Job Title: | Professor of Musical Performance Studies |
Affiliation: | University of Cambridge |
Email: | jsr50@cam.ac.uk |
Why I am supporting the Academic Book of the Future Project:
My experience in directing several online projects on Chopin and in producing a digital edition of his music convinces me that the opportunities to develop ‘musical editions of the future’ – and indeed ‘books of the future’– are seemingly limitless. There nevertheless remain important conceptual as well as practical challenges that must first be addressed. Participating in The Academic Book of the Future project is one way to contribute to that process, and it is enriching and rewarding to collaborate with colleagues committed to what is surely one of the most important humanities initiatives in the UK at present.
Research Interests:
Nineteenth-century music (especially Chopin, Liszt and Brahms), performance studies (especially analysis and performance), improvisation, theory and analysis, and digital applications in musicology
Recent Publications:
Books
Chopin, ed. John Rink (Farnham: Ashgate, forthcoming 2016).
Musicians in the Making: Pathways to Creative Performance, ed. John Rink, Helena Gaunt and Aaron Williamon (New York: Oxford University Press, forthcoming 2016)
Christophe Grabowski and John Rink, Annotated Catalogue of Chopin’s First Editions (Cambridge: Cambridge University Press, 2010); available in an expanded, revised edition at www.chopinonline.ac.uk/aco/.
Musical Performance: A Guide to Understanding, ed. John Rink (Cambridge: Cambridge University Press, 2002; parallel eBooks edition 2005).
Chapters
‘Impersonating the Music in Performance’, in The Oxford Handbook to Musical Identities, ed. David Hargreaves, Raymond MacDonald and Dorothy Miell (New York: Oxford University Press, forthcoming 2016)
‘Making the Music Work: Towards a “Dynamic Edition” of Chopin’, in La génétique musicale, ed. Jean-Louis Lebrave, Almuth Grésillon and Nicolas Donin (forthcoming 2015)
‘Chopin’s Study in Syncopation’, in Bach to Brahms: Essays on Musical Design and Structure, ed. David Beach and Yosef Goldenberg (Rochester: University of Rochester Press, 2015), 132-42
‘The (F)utility of Performance Analysis’, in Artistic Practice as Research in Music: Theory, Criticism, Practice, ed. Mine Doğantan-Dack (Aldershot: Ashgate, 2015), 127-47
Articles
Mirjam James, Karen Wise and John Rink, ‘Exploring Creativity in Musical Performance through Lesson Observation with Video-Recall Interviews’, Scientia Paedagogica Experimentalis, 47/2 ([2012] 2010), 219-50
Neta Spiro, Nicolas Gold and John Rink, ‘The Form of Performance: Analyzing Pattern Distribution in Select Recordings of Chopin’s Mazurka Op. 24 No. 2’, Musicae Scientiae, 14/2 (2010), 23-55
Other Information:
John is Professor of Musical Performance Studies at the University of Cambridge, and Fellow and Director of Studies in Music at St John’s College, Cambridge. He studied at Princeton University, King’s College London, and the University of Cambridge, where his doctoral research was on the evolution of tonal structure in Chopin’s early music and its relation to improvisation. He also holds the Concert Recital Diploma and Premier Prix in piano from the Guildhall School of Music & Drama. He specialises in the fields of performance studies, theory and analysis, and nineteenth-century studies.
John directs the £2.1 million AHRC Research Centre for Musical Performance as Creative Practice, which is based at the University of Cambridge in partnership with King’s College London, the University of Oxford and Royal Holloway, University of London, and in association with the Royal College of Music and the Guildhall School of Music & Drama. He also directs the Centre for Musical Performance Studies, which was launched at the University of Cambridge in 2015. He is one of four Series Editors of The Complete Chopin – A New Critical Edition, and he directs two other research projects: Chopin’s First Editions Online (funded by the Arts and Humanities Research Council) and Online Chopin Variorum Edition (funded by the Andrew W. Mellon Foundation).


● **WHAT TO PRODUCE**
Could every line below be transcribed exactly, with the pictures dropped?

(Figure collection entries)

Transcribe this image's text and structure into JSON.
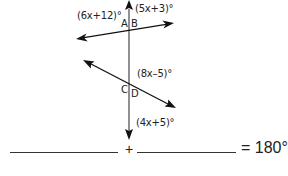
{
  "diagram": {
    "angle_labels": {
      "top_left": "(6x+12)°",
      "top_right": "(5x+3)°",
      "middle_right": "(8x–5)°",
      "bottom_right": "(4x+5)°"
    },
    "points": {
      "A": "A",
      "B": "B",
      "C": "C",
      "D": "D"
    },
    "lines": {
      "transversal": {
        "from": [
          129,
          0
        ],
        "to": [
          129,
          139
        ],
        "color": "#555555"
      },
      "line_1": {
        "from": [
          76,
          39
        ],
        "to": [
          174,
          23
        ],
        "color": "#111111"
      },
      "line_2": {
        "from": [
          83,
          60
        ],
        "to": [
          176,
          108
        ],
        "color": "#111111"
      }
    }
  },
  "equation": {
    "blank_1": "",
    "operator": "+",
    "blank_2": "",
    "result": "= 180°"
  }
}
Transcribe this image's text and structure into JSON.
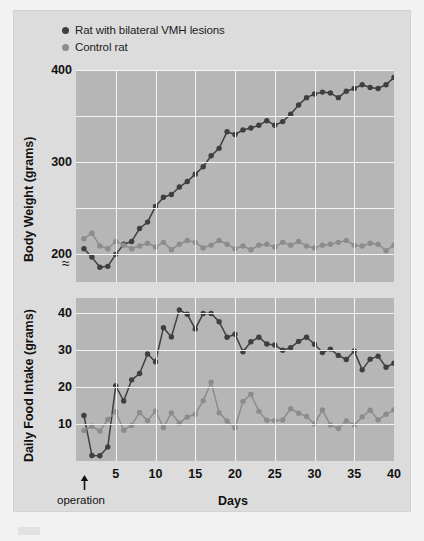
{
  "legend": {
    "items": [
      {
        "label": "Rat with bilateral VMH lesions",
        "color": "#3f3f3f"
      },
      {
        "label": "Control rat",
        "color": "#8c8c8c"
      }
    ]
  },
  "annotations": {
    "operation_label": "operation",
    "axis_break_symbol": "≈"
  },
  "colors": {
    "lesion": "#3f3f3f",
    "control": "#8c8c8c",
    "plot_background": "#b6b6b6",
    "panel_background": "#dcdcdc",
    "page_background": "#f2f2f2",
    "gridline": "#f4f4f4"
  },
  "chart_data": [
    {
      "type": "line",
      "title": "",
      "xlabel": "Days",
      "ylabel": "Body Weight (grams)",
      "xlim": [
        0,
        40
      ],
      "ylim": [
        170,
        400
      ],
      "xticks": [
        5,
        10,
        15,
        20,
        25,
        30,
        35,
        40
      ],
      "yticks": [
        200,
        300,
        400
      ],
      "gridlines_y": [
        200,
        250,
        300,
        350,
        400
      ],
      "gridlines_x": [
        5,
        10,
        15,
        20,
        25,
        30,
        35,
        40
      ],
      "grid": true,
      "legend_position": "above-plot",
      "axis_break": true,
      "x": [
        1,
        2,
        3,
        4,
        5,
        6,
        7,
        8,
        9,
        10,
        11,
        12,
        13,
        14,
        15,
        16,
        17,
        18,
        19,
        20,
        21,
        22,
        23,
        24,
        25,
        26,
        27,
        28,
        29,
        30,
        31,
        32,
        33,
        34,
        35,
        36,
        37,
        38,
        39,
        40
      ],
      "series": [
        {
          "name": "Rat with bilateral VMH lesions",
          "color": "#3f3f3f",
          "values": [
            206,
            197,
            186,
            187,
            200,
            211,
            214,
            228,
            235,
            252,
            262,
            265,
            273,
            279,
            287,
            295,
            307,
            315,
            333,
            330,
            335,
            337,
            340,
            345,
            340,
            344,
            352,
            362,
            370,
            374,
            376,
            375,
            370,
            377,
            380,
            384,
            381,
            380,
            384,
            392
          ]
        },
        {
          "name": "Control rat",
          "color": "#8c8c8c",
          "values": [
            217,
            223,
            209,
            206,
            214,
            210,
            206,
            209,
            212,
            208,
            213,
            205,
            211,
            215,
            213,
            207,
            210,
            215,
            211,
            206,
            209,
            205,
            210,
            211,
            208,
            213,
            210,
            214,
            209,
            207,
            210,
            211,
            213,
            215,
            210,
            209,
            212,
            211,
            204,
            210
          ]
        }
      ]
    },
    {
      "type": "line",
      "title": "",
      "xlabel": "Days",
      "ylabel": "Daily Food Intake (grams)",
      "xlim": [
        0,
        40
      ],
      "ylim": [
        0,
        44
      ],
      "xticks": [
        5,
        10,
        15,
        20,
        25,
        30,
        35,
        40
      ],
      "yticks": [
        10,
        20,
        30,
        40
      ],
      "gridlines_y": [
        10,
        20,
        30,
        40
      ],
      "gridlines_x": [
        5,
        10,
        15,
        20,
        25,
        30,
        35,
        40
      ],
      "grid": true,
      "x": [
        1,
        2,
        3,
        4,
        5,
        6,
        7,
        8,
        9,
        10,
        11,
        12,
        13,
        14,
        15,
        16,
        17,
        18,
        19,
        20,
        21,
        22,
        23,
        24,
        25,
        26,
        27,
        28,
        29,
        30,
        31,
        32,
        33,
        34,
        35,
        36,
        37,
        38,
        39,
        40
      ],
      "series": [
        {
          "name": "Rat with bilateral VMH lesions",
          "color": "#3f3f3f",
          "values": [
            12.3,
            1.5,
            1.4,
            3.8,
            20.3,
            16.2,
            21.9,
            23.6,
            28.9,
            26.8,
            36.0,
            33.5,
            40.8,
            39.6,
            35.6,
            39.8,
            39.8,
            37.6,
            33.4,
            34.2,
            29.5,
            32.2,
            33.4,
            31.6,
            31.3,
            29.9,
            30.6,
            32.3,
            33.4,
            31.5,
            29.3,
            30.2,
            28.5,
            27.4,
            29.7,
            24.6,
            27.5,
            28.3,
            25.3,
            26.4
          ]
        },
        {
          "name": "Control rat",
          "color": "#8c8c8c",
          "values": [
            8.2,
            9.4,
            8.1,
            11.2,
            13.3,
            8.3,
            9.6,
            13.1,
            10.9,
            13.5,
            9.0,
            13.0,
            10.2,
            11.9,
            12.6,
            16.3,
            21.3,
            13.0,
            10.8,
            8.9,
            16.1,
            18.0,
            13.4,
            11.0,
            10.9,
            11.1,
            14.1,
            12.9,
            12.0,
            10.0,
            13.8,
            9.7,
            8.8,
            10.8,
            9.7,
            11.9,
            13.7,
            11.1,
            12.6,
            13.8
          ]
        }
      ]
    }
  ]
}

● **EXERCISE ANSWER**
Transcribe this image's text and structure into JSON.
{
  "diagram": {
    "angle_labels": {
      "top_left": "(6x+12)°",
      "top_right": "(5x+3)°",
      "middle_right": "(8x–5)°",
      "bottom_right": "(4x+5)°"
    },
    "points": {
      "A": "A",
      "B": "B",
      "C": "C",
      "D": "D"
    },
    "lines": {
      "transversal": {
        "from": [
          129,
          0
        ],
        "to": [
          129,
          139
        ],
        "color": "#555555"
      },
      "line_1": {
        "from": [
          76,
          39
        ],
        "to": [
          174,
          23
        ],
        "color": "#111111"
      },
      "line_2": {
        "from": [
          83,
          60
        ],
        "to": [
          176,
          108
        ],
        "color": "#111111"
      }
    }
  },
  "equation": {
    "blank_1": "",
    "operator": "+",
    "blank_2": "",
    "result": "= 180°"
  }
}
Transcribe this image's text and structure into JSON.
{
  "legend": {
    "items": [
      {
        "label": "Rat with bilateral VMH lesions",
        "color": "#3f3f3f"
      },
      {
        "label": "Control rat",
        "color": "#8c8c8c"
      }
    ]
  },
  "annotations": {
    "operation_label": "operation",
    "axis_break_symbol": "≈"
  },
  "colors": {
    "lesion": "#3f3f3f",
    "control": "#8c8c8c",
    "plot_background": "#b6b6b6",
    "panel_background": "#dcdcdc",
    "page_background": "#f2f2f2",
    "gridline": "#f4f4f4"
  },
  "chart_data": [
    {
      "type": "line",
      "title": "",
      "xlabel": "Days",
      "ylabel": "Body Weight (grams)",
      "xlim": [
        0,
        40
      ],
      "ylim": [
        170,
        400
      ],
      "xticks": [
        5,
        10,
        15,
        20,
        25,
        30,
        35,
        40
      ],
      "yticks": [
        200,
        300,
        400
      ],
      "gridlines_y": [
        200,
        250,
        300,
        350,
        400
      ],
      "gridlines_x": [
        5,
        10,
        15,
        20,
        25,
        30,
        35,
        40
      ],
      "grid": true,
      "legend_position": "above-plot",
      "axis_break": true,
      "x": [
        1,
        2,
        3,
        4,
        5,
        6,
        7,
        8,
        9,
        10,
        11,
        12,
        13,
        14,
        15,
        16,
        17,
        18,
        19,
        20,
        21,
        22,
        23,
        24,
        25,
        26,
        27,
        28,
        29,
        30,
        31,
        32,
        33,
        34,
        35,
        36,
        37,
        38,
        39,
        40
      ],
      "series": [
        {
          "name": "Rat with bilateral VMH lesions",
          "color": "#3f3f3f",
          "values": [
            206,
            197,
            186,
            187,
            200,
            211,
            214,
            228,
            235,
            252,
            262,
            265,
            273,
            279,
            287,
            295,
            307,
            315,
            333,
            330,
            335,
            337,
            340,
            345,
            340,
            344,
            352,
            362,
            370,
            374,
            376,
            375,
            370,
            377,
            380,
            384,
            381,
            380,
            384,
            392
          ]
        },
        {
          "name": "Control rat",
          "color": "#8c8c8c",
          "values": [
            217,
            223,
            209,
            206,
            214,
            210,
            206,
            209,
            212,
            208,
            213,
            205,
            211,
            215,
            213,
            207,
            210,
            215,
            211,
            206,
            209,
            205,
            210,
            211,
            208,
            213,
            210,
            214,
            209,
            207,
            210,
            211,
            213,
            215,
            210,
            209,
            212,
            211,
            204,
            210
          ]
        }
      ]
    },
    {
      "type": "line",
      "title": "",
      "xlabel": "Days",
      "ylabel": "Daily Food Intake (grams)",
      "xlim": [
        0,
        40
      ],
      "ylim": [
        0,
        44
      ],
      "xticks": [
        5,
        10,
        15,
        20,
        25,
        30,
        35,
        40
      ],
      "yticks": [
        10,
        20,
        30,
        40
      ],
      "gridlines_y": [
        10,
        20,
        30,
        40
      ],
      "gridlines_x": [
        5,
        10,
        15,
        20,
        25,
        30,
        35,
        40
      ],
      "grid": true,
      "x": [
        1,
        2,
        3,
        4,
        5,
        6,
        7,
        8,
        9,
        10,
        11,
        12,
        13,
        14,
        15,
        16,
        17,
        18,
        19,
        20,
        21,
        22,
        23,
        24,
        25,
        26,
        27,
        28,
        29,
        30,
        31,
        32,
        33,
        34,
        35,
        36,
        37,
        38,
        39,
        40
      ],
      "series": [
        {
          "name": "Rat with bilateral VMH lesions",
          "color": "#3f3f3f",
          "values": [
            12.3,
            1.5,
            1.4,
            3.8,
            20.3,
            16.2,
            21.9,
            23.6,
            28.9,
            26.8,
            36.0,
            33.5,
            40.8,
            39.6,
            35.6,
            39.8,
            39.8,
            37.6,
            33.4,
            34.2,
            29.5,
            32.2,
            33.4,
            31.6,
            31.3,
            29.9,
            30.6,
            32.3,
            33.4,
            31.5,
            29.3,
            30.2,
            28.5,
            27.4,
            29.7,
            24.6,
            27.5,
            28.3,
            25.3,
            26.4
          ]
        },
        {
          "name": "Control rat",
          "color": "#8c8c8c",
          "values": [
            8.2,
            9.4,
            8.1,
            11.2,
            13.3,
            8.3,
            9.6,
            13.1,
            10.9,
            13.5,
            9.0,
            13.0,
            10.2,
            11.9,
            12.6,
            16.3,
            21.3,
            13.0,
            10.8,
            8.9,
            16.1,
            18.0,
            13.4,
            11.0,
            10.9,
            11.1,
            14.1,
            12.9,
            12.0,
            10.0,
            13.8,
            9.7,
            8.8,
            10.8,
            9.7,
            11.9,
            13.7,
            11.1,
            12.6,
            13.8
          ]
        }
      ]
    }
  ]
}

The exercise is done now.